Just how it will do that is still under wraps, though Davis said the suggestion of a reality TV show about a barrel racing circuit is an "interesting" one.

Some barrel racers, like Susan Burford, see the change as a good thing.

"Right now, (the rodeos) don't have to have us," said Burford, who grew up in Nebraska but now attends the University of Wyoming and is hard at work on her dream of qualifying for the National Finals Rodeo, the national championship held each fall in Las Vegas.

"If it's PRCA, they have to have us."

Burford plans to join the new organization because only points accumulated at barrel races sanctioned by the new group will count toward qualifying for the National Finals Rodeo. She hopes to get there within two or three years, and says she has the horse, Slick, to do it.

Susie Ford, a Greeley cowgirl who produces barrel races with her daughter, Courtney, and is married to a five-time world champion bareback rider, said she expects qualifying for the National Finals will be the deciding factor for many women.

"That's every little girl's dream," said Ford, who started barrel racing herself at the age of five. "(The PRCA) is where the money's at."

Megan Zion, a barrel racer from Idalia, Colo., who met her husband, a calf roper, at the Steamboat Springs rodeo five years ago, hopes the change doesn't mean the demise of the women's organization.

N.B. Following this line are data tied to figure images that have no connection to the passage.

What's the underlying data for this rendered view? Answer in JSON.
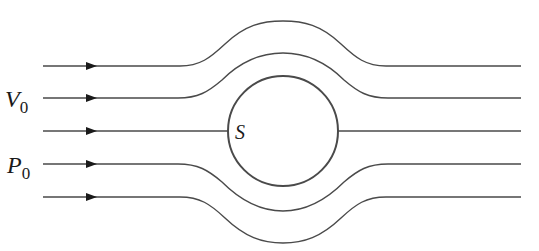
{
  "diagram": {
    "labels": {
      "velocity_main": "V",
      "velocity_sub": "0",
      "pressure_main": "P",
      "pressure_sub": "0",
      "stagnation_point": "S"
    },
    "streamlines": [
      {
        "id": "streamline-1",
        "y": 66,
        "deflection": "up",
        "peak_y": 21
      },
      {
        "id": "streamline-2",
        "y": 98,
        "deflection": "up",
        "peak_y": 53
      },
      {
        "id": "streamline-3",
        "y": 131,
        "deflection": "none",
        "note": "stagnation streamline"
      },
      {
        "id": "streamline-4",
        "y": 164,
        "deflection": "down",
        "trough_y": 211
      },
      {
        "id": "streamline-5",
        "y": 197,
        "deflection": "down",
        "trough_y": 243
      }
    ],
    "sphere": {
      "cx": 283,
      "cy": 131,
      "r": 55
    },
    "colors": {
      "line": "#4a4a4a",
      "arrow": "#1a1a1a",
      "background": "#ffffff"
    }
  }
}
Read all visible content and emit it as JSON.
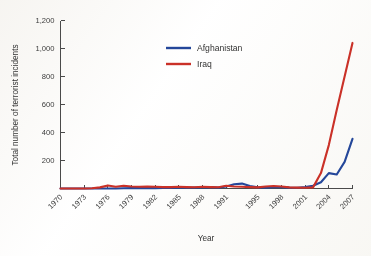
{
  "chart_data": {
    "type": "line",
    "title": "",
    "xlabel": "Year",
    "ylabel": "Total number of terrorist incidents",
    "xlim": [
      1970,
      2007
    ],
    "ylim": [
      0,
      1200
    ],
    "grid": false,
    "legend_position": "upper-center",
    "xtick_labels": [
      "1970",
      "1973",
      "1976",
      "1979",
      "1982",
      "1985",
      "1988",
      "1991",
      "1995",
      "1998",
      "2001",
      "2004",
      "2007"
    ],
    "xtick_values": [
      1970,
      1973,
      1976,
      1979,
      1982,
      1985,
      1988,
      1991,
      1995,
      1998,
      2001,
      2004,
      2007
    ],
    "ytick_labels": [
      "0",
      "200",
      "400",
      "600",
      "800",
      "1,000",
      "1,200"
    ],
    "ytick_values": [
      0,
      200,
      400,
      600,
      800,
      1000,
      1200
    ],
    "x": [
      1970,
      1971,
      1972,
      1973,
      1974,
      1975,
      1976,
      1977,
      1978,
      1979,
      1980,
      1981,
      1982,
      1983,
      1984,
      1985,
      1986,
      1987,
      1988,
      1989,
      1990,
      1991,
      1992,
      1993,
      1994,
      1995,
      1996,
      1997,
      1998,
      1999,
      2000,
      2001,
      2002,
      2003,
      2004,
      2005,
      2006,
      2007
    ],
    "series": [
      {
        "name": "Afghanistan",
        "color": "#23479d",
        "values": [
          0,
          0,
          0,
          0,
          0,
          0,
          0,
          0,
          2,
          3,
          4,
          3,
          3,
          4,
          4,
          5,
          5,
          6,
          8,
          10,
          6,
          14,
          30,
          35,
          18,
          8,
          6,
          9,
          10,
          6,
          5,
          10,
          20,
          45,
          110,
          100,
          190,
          355
        ]
      },
      {
        "name": "Iraq",
        "color": "#cf3026",
        "values": [
          0,
          0,
          0,
          0,
          2,
          8,
          22,
          12,
          20,
          14,
          12,
          14,
          12,
          10,
          10,
          12,
          10,
          9,
          12,
          10,
          9,
          20,
          14,
          12,
          10,
          8,
          14,
          18,
          14,
          8,
          6,
          5,
          8,
          110,
          310,
          560,
          800,
          1040
        ]
      }
    ],
    "annotations": []
  },
  "legend": {
    "items": [
      {
        "label": "Afghanistan",
        "color": "#23479d"
      },
      {
        "label": "Iraq",
        "color": "#cf3026"
      }
    ]
  },
  "axes": {
    "y_title": "Total number of terrorist incidents",
    "x_title": "Year"
  },
  "colors": {
    "afghanistan": "#23479d",
    "iraq": "#cf3026",
    "axis": "#4a4a4a",
    "text": "#3c3c3c",
    "background": "#fbfaf8"
  }
}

Standing outside the couple's trailer at the Fort Collins rodeo, Zion described the women's group as an "amazing organization" that helped all of today's barrel racers.

Rite of passage

Over the years, it became a rite of passage for young barrel racers to get their WPRA card as soon as possible upon turning 18, she said - much like a 16-year-old rushing out to pass her driver's test.

Yet Zion plans to forgo the WPRA next year and join the PRCA's new league. It will make traveling to rodeos with her husband, Corey, much easier, she said.

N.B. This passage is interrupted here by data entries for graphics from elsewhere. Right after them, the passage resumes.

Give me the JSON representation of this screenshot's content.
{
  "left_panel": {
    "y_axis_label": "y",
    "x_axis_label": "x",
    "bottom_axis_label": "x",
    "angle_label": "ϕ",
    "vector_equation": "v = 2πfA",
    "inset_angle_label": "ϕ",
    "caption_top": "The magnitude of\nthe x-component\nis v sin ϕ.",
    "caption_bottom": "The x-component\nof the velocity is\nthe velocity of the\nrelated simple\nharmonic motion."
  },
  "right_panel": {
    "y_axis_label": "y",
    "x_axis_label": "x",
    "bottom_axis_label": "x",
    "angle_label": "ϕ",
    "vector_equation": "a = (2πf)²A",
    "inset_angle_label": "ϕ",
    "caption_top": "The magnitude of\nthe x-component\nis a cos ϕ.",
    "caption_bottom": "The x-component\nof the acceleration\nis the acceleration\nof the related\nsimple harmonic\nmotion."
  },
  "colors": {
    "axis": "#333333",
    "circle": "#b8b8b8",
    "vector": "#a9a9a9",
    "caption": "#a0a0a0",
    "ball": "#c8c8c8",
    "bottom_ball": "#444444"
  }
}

Zion also agreed with Lesmeister - and Lesmeister's mother - that after years of having separate barrel racing entities in a sometimes uncomfortable arrangement, the change was inevitable.

"It's been a long time coming," Zion said.

Even some cowboys say bringing the women under the PRCA umbrella probably is long overdue.

"There's quite a few fans," said Josh Johnson, a 26-year-old bull rider from Douglas, Wyo., who smiled and said most of the interaction between the bull riders and the barrel racers occurs "only if we're lucky."

Johnson said he didn't realize just how popular barrel racing was until the rift occurred and everyone started talking about it.

And that conversation, people on all sides say, hasn't been pretty.

Rumors have spread across the Internet and the rodeo circuits. People have taken sides, and confusion has lingered.

Many, like Ford, are disappointed with how it played out.

"It's sad that it had to come to this, because I don't feel that it had to," she said. "(The two organizations) dug their heels in."